Flannery doesn't say specifically which church teaching he must sign his assent to, but the work of the ACP has largely centered on issues of church governance and the new English translation of the Roman Missal. Flannery notes that a woman reading the gospel at Mass drew sanction against the priest who permitted it, and the role of women in the church's ministry remains a neuralgic point for the Vatican. Either way, Flannery has decided that he cannot accept the Vatican's demands and now awaits his fate, which could include expulsion from the community that has been his home since 1964. One hopes that Flannery does not suffer the same fate as former Maryknoll priest Roy Bourgeois.

Many will counsel Flannery to be "obedient" and sign whatever Rome asks of him, regardless of his conscience on the matters in question.

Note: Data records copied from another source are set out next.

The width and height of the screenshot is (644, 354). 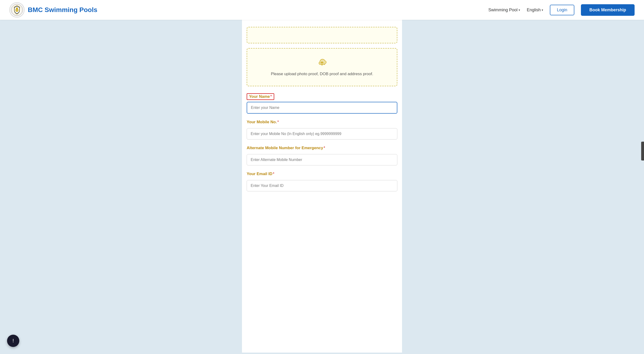 I want to click on chat-button: !, so click(x=13, y=341).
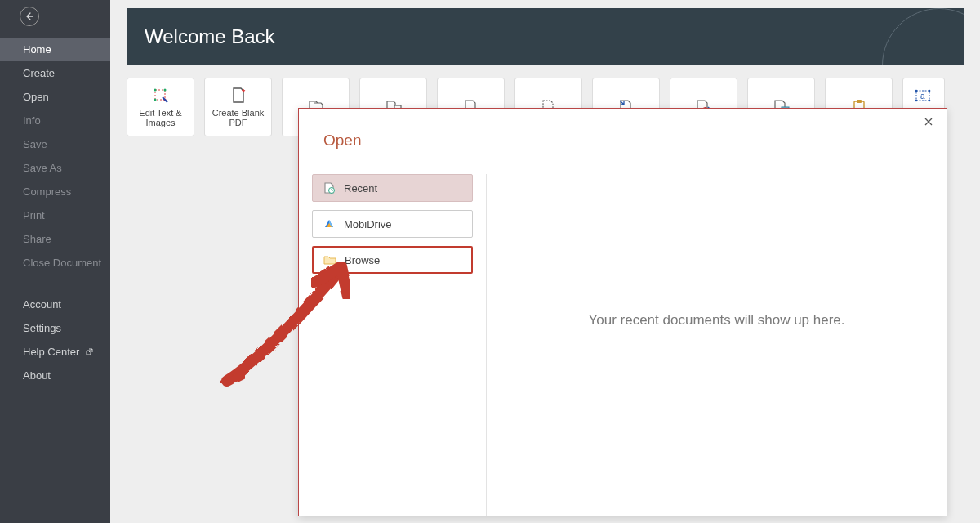  Describe the element at coordinates (56, 262) in the screenshot. I see `sidebar: Home Create Open Info Save Save As Compr…` at that location.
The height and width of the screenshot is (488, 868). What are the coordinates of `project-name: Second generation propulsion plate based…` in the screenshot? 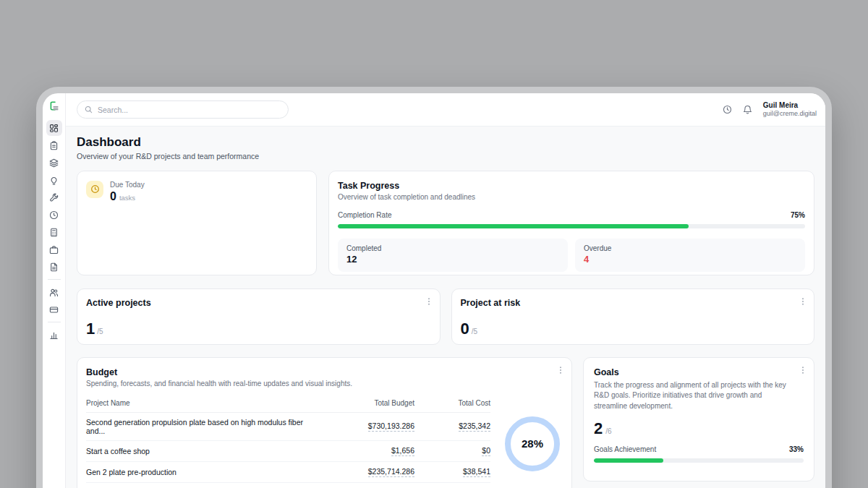 It's located at (203, 427).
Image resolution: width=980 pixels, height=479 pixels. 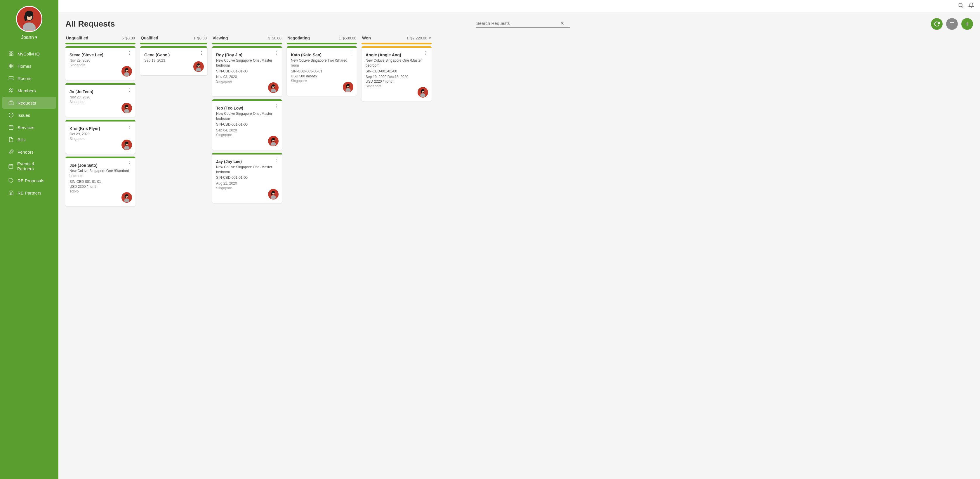 What do you see at coordinates (29, 180) in the screenshot?
I see `sidebar-item-re-proposals: RE Proposals` at bounding box center [29, 180].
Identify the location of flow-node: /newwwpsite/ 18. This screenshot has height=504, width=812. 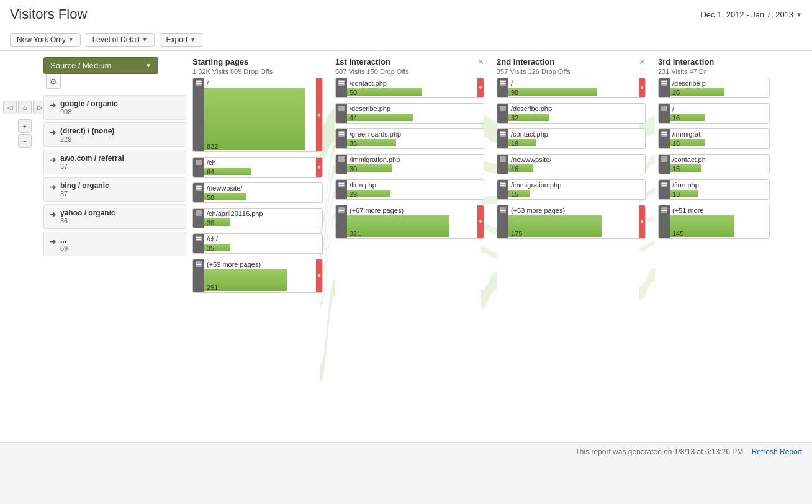
(571, 164).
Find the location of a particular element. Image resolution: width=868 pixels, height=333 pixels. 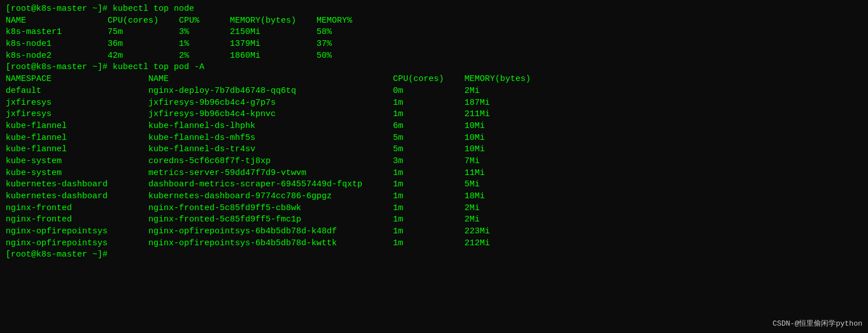

terminal-line: kube-flannel kube-flannel-ds-lhphk 6m 10… is located at coordinates (434, 127).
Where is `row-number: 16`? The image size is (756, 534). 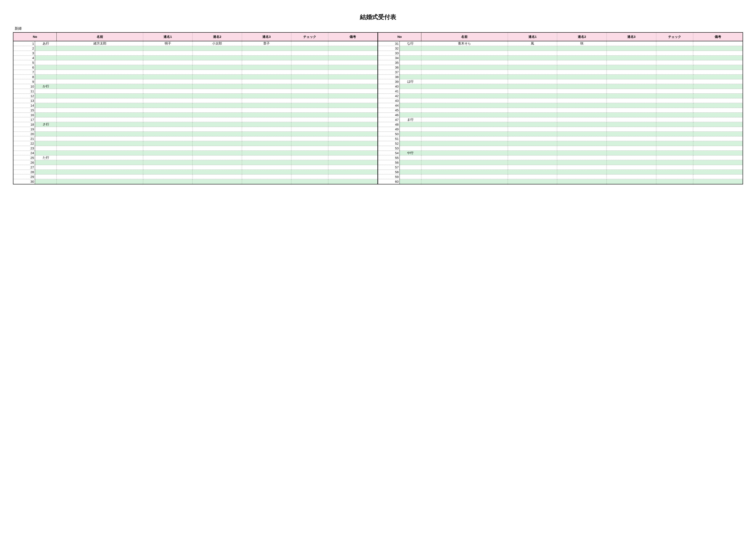
row-number: 16 is located at coordinates (24, 115).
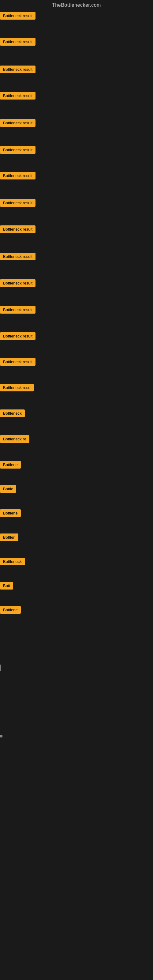 This screenshot has height=980, width=153. What do you see at coordinates (9, 537) in the screenshot?
I see `bottleneck-badge-21: Bottlen` at bounding box center [9, 537].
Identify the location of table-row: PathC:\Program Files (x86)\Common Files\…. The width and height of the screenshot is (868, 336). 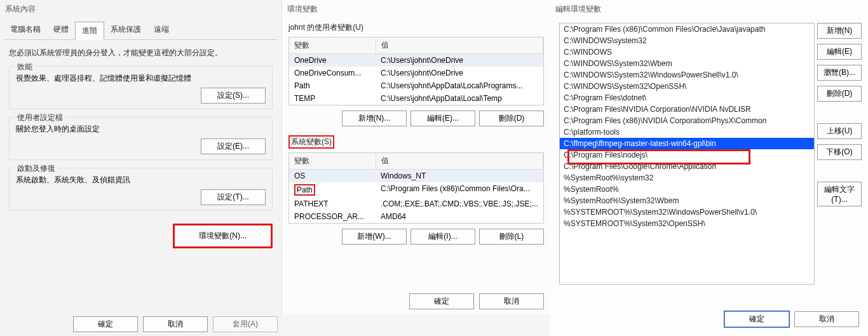
(416, 190).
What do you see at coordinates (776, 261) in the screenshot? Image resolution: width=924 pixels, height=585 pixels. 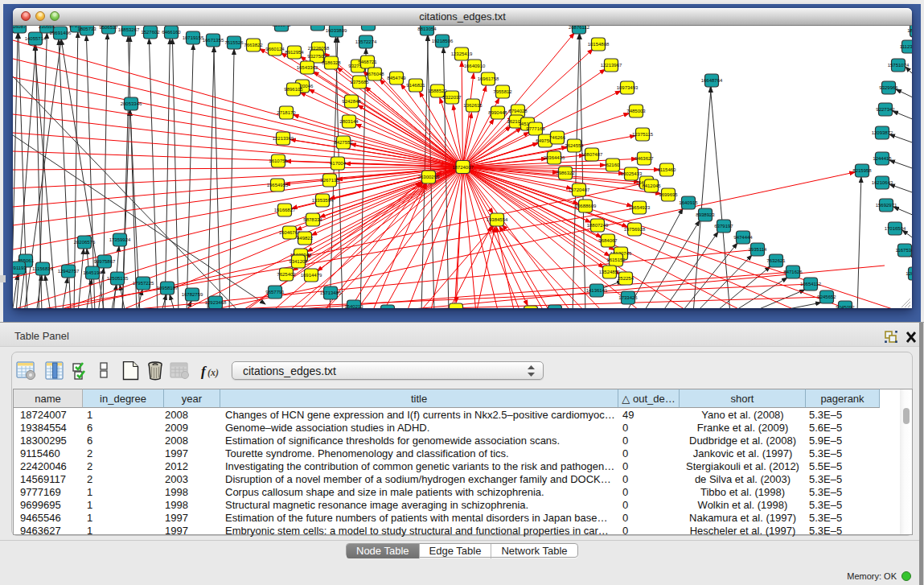 I see `svg-text: 7632621` at bounding box center [776, 261].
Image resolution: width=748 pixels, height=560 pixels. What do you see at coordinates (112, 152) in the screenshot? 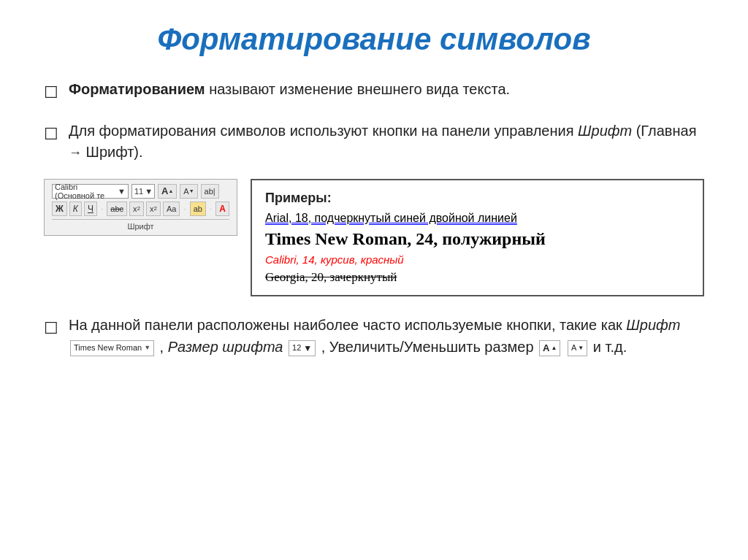
I see `section-2-after: Шрифт).` at bounding box center [112, 152].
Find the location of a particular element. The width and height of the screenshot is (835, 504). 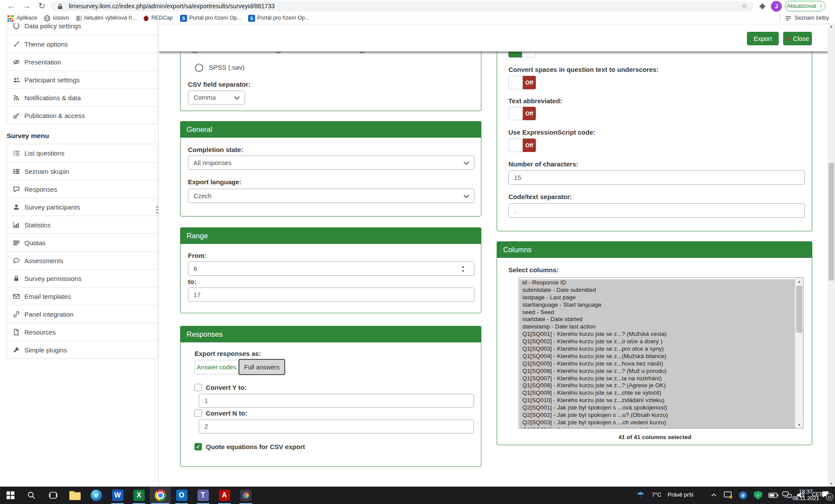

sidebar-resize-grip is located at coordinates (157, 210).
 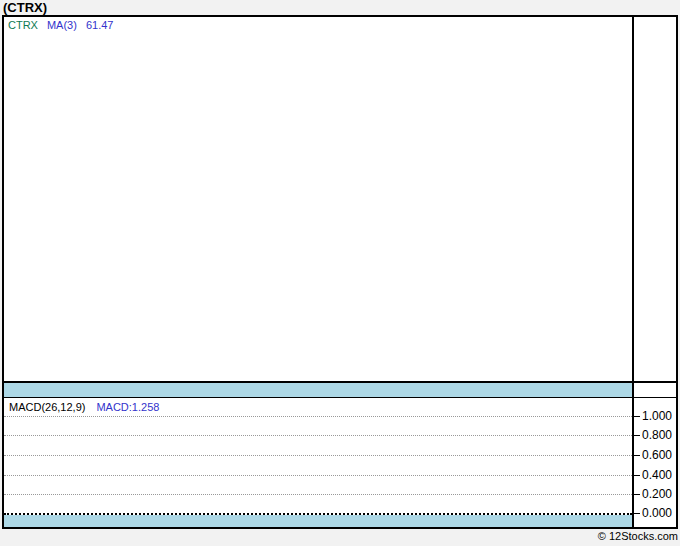 I want to click on y-axis-tick-label: 1.000, so click(x=657, y=416).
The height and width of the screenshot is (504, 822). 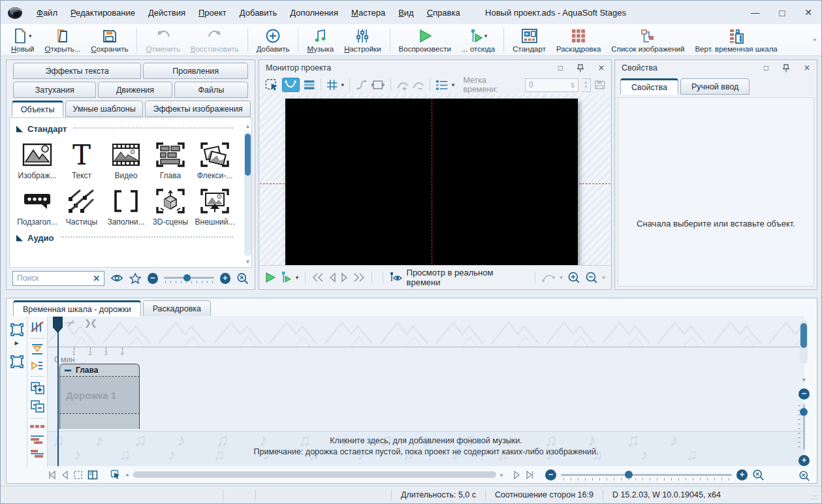 What do you see at coordinates (402, 85) in the screenshot?
I see `add-node-icon` at bounding box center [402, 85].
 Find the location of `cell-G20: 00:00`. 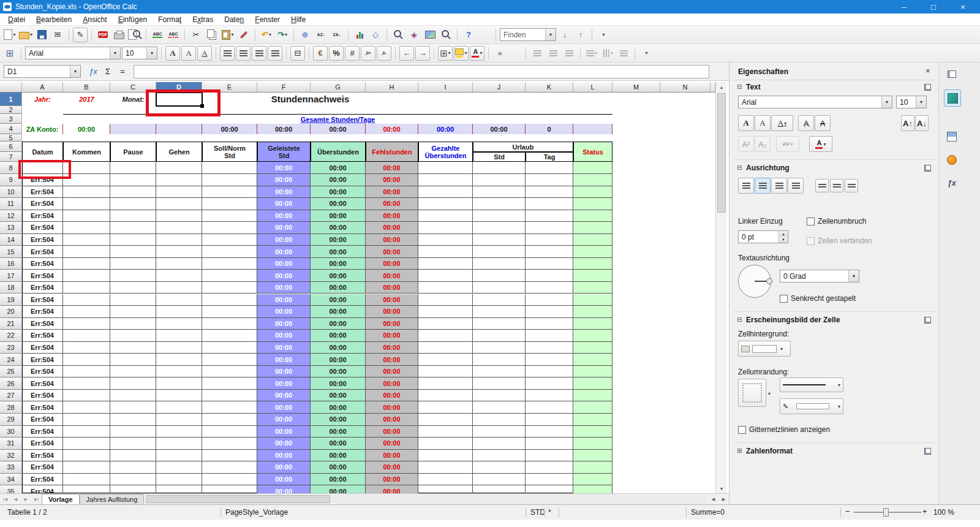

cell-G20: 00:00 is located at coordinates (338, 312).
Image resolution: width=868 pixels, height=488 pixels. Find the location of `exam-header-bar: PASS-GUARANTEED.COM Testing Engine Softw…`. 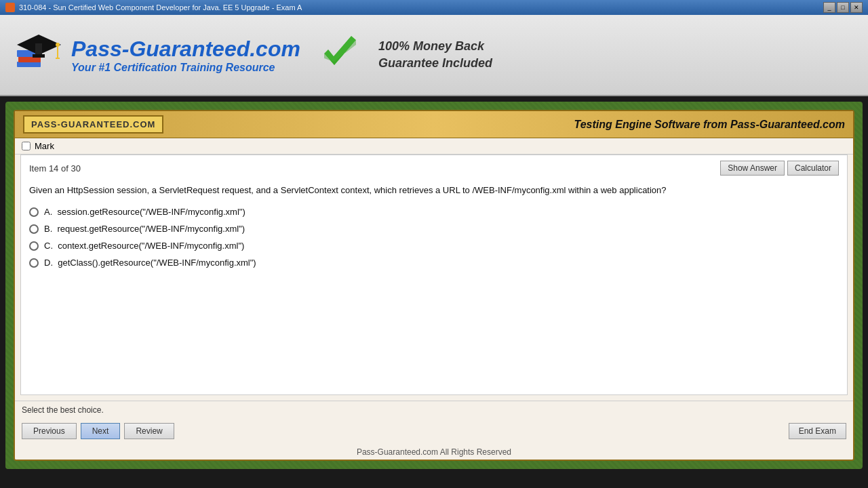

exam-header-bar: PASS-GUARANTEED.COM Testing Engine Softw… is located at coordinates (434, 125).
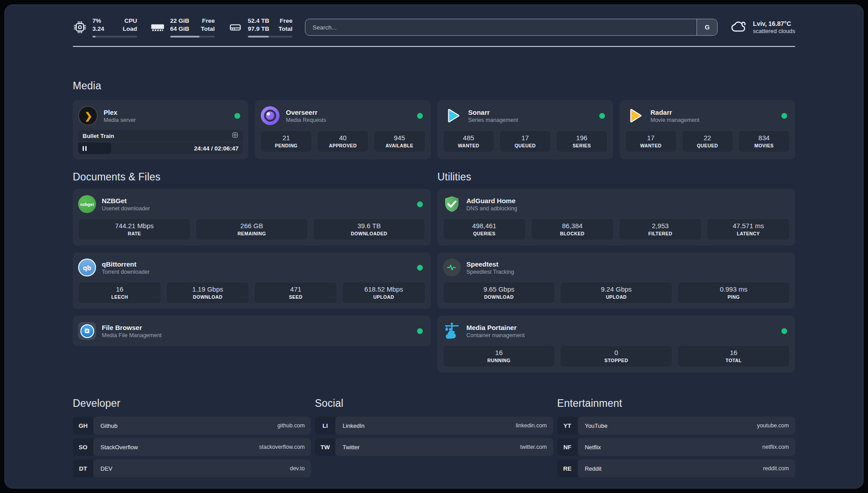 This screenshot has height=493, width=868. Describe the element at coordinates (434, 426) in the screenshot. I see `link-linkedin: LI LinkedIn linkedin.com` at that location.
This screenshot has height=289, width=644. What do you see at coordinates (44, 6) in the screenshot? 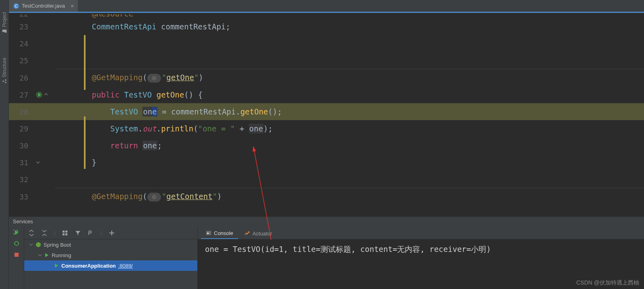
I see `file-tab-label: TestController.java` at bounding box center [44, 6].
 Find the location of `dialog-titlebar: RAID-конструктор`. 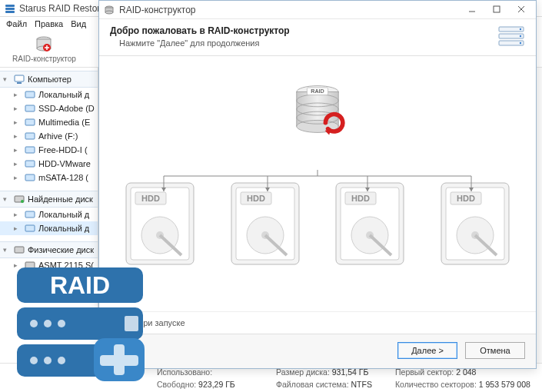

dialog-titlebar: RAID-конструктор is located at coordinates (318, 10).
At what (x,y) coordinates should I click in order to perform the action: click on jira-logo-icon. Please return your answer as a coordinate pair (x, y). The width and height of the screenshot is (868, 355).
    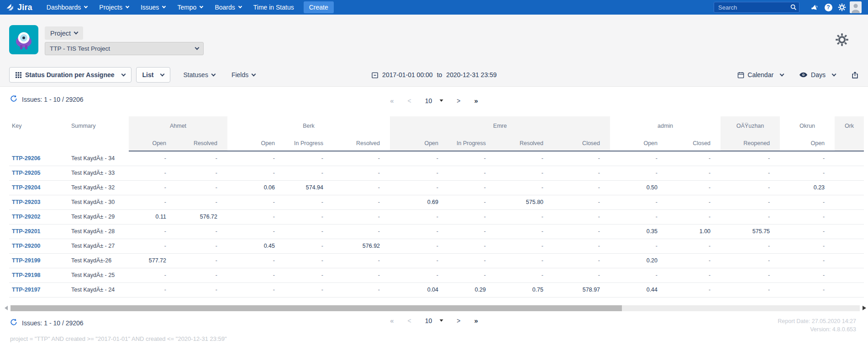
    Looking at the image, I should click on (10, 7).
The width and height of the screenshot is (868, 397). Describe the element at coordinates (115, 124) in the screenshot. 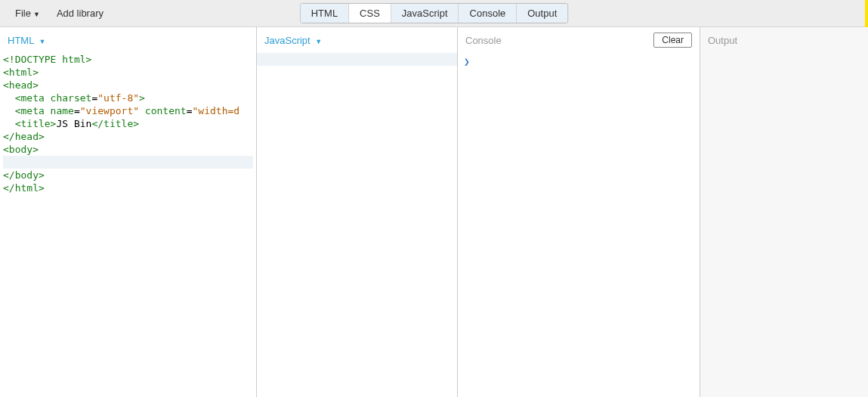

I see `code-token: </title>` at that location.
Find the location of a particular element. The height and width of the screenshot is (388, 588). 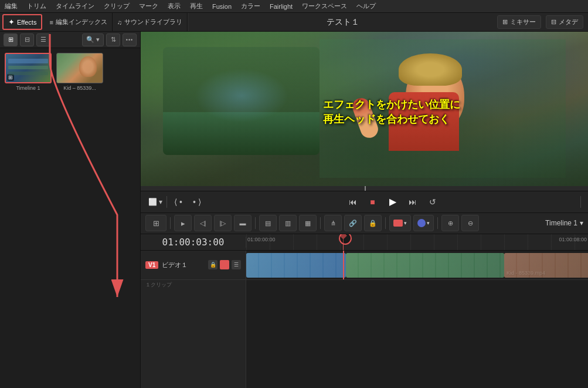

menu-clip: クリップ is located at coordinates (117, 6).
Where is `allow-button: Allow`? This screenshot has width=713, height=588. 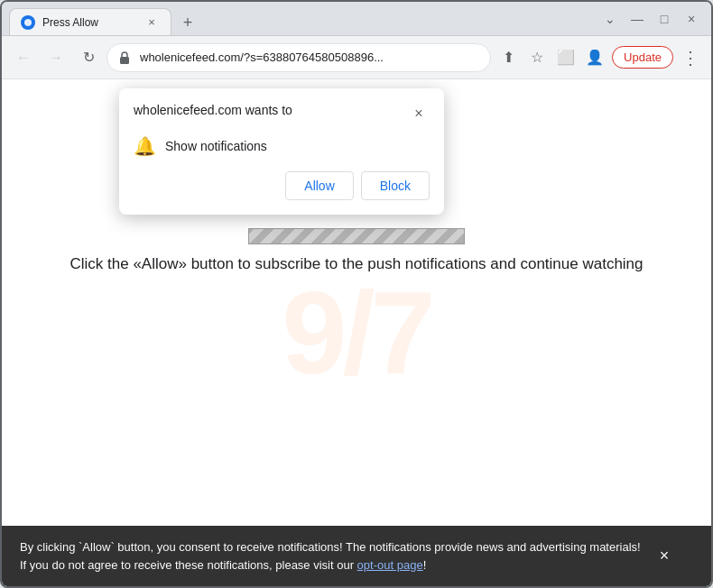
allow-button: Allow is located at coordinates (319, 186).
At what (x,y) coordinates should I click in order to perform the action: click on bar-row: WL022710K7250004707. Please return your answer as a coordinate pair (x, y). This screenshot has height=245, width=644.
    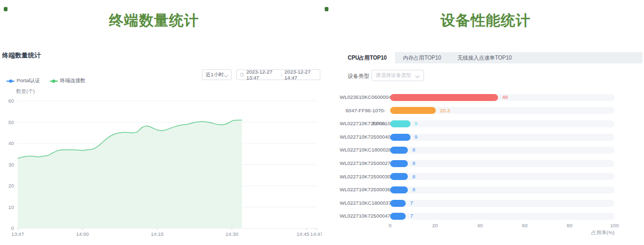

Thomas Aquinas and Catholic tradition in general would disagree that one should sacrifice the judgments of one's conscience before any authority, even church authority (as Thomas says). As for obedience, Swiss abbot Martin Werlen reminded the Swiss church in December that it is also possible for church authority to be "disobedient" in that it refuses to "listen"–the root meaing of "obey"–to the faithful: "The disobedience deplored by church officials is often the consequence of those very church officials’ own disobedience," Werlen said.

That diagnosis is, to my ears, the correct one: There simply are no official structures of listening to the movement of the Spirit among God's people, and so many in the hierarchy to continue to repeat themselves and insist on "obedience" while many others in the church reject what it is being said. The current crisis in the church will not come to an end unless and until that that failure of mutual listening is corrected.

About the author

Bryan Cones

Bryan Cones is a writer living in Chicago.